At age 18, Seid Quan is the first in the Chan family to emigrate from China to Vancover in 1913. Paving the way for a wife and son, he is profoundly lonely, even as he joins the Chinatown community.
Weaving in and out of the past and the present, The End of East pieces together the spellbinding tale of Seid Quan's family: his wife Shew Lin, whose hope for her family are threatened by her own misguided actions; his son Pon Man, who struggles with obligation and desire; his daughter-in-law Siu Sang, who tries to be the caregiver everyone expects, even as she feels herself unraveling; and his granddaughter Sammy, who finds herself embroiled in a volatile mixture of seduction, grief, and duty.
An exquisite debut of isolation, immigration, romance, and insanity, The End of East sets family conflicts against the backdrop of Vancouver's Chinatown - a city within a city where dreams are shattered as quickly as they're built, and where history repeats itself through the generations. It is a bold and accomplished debut from one of Canada's brightest new literary stars.

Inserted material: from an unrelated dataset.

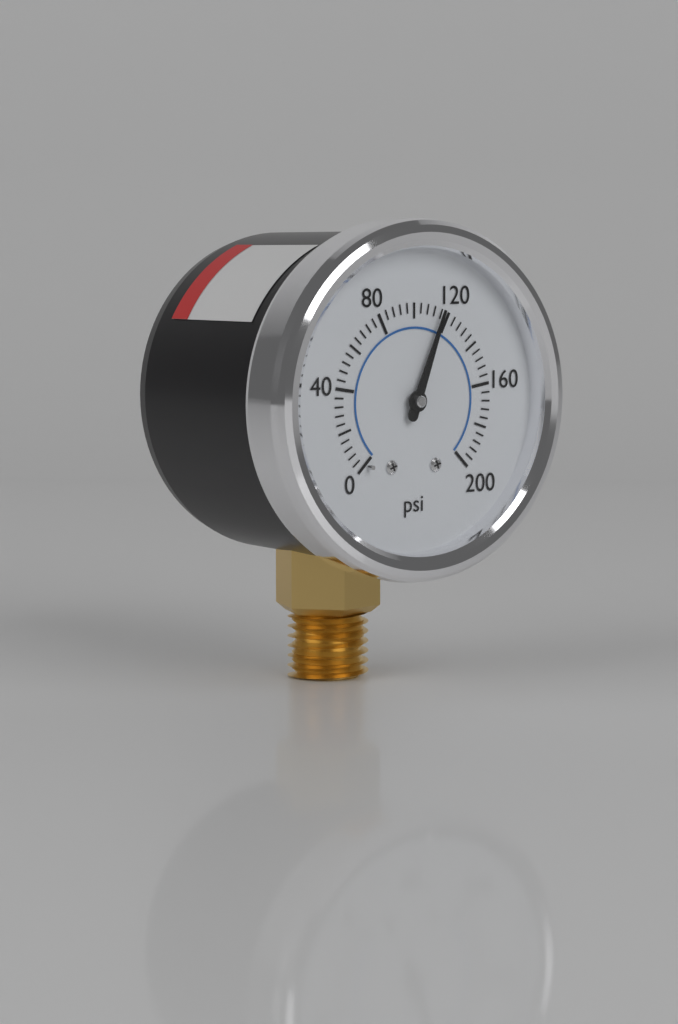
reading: 116 psi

©2007 Jen Sookfong Lee (P)2013 Audible, Inc.Editor reviews
Narrator Tanya Eby's throaty voice adds textures of melancholy and yearning under her calm, steady performance of Jen Sookfong Lee's story about three generations of an emblematic Chinese Canadian family. Set in Vancouver's Chinatown, The End of East weaves seamlessly in and out of the past and present, as Samantha Chan returns home to Vancouver to care for her ailing mother and finds herself piecing together her family's history, beginning with her grandfather Seid Quan's arrival in Canada as an 18-year-old laborer in 1913. Eby gently reveals the lyricism in each character's thoughts and feelings, and listeners will find themselves enchanted by the humanity at the core of Lee's exquisite debut.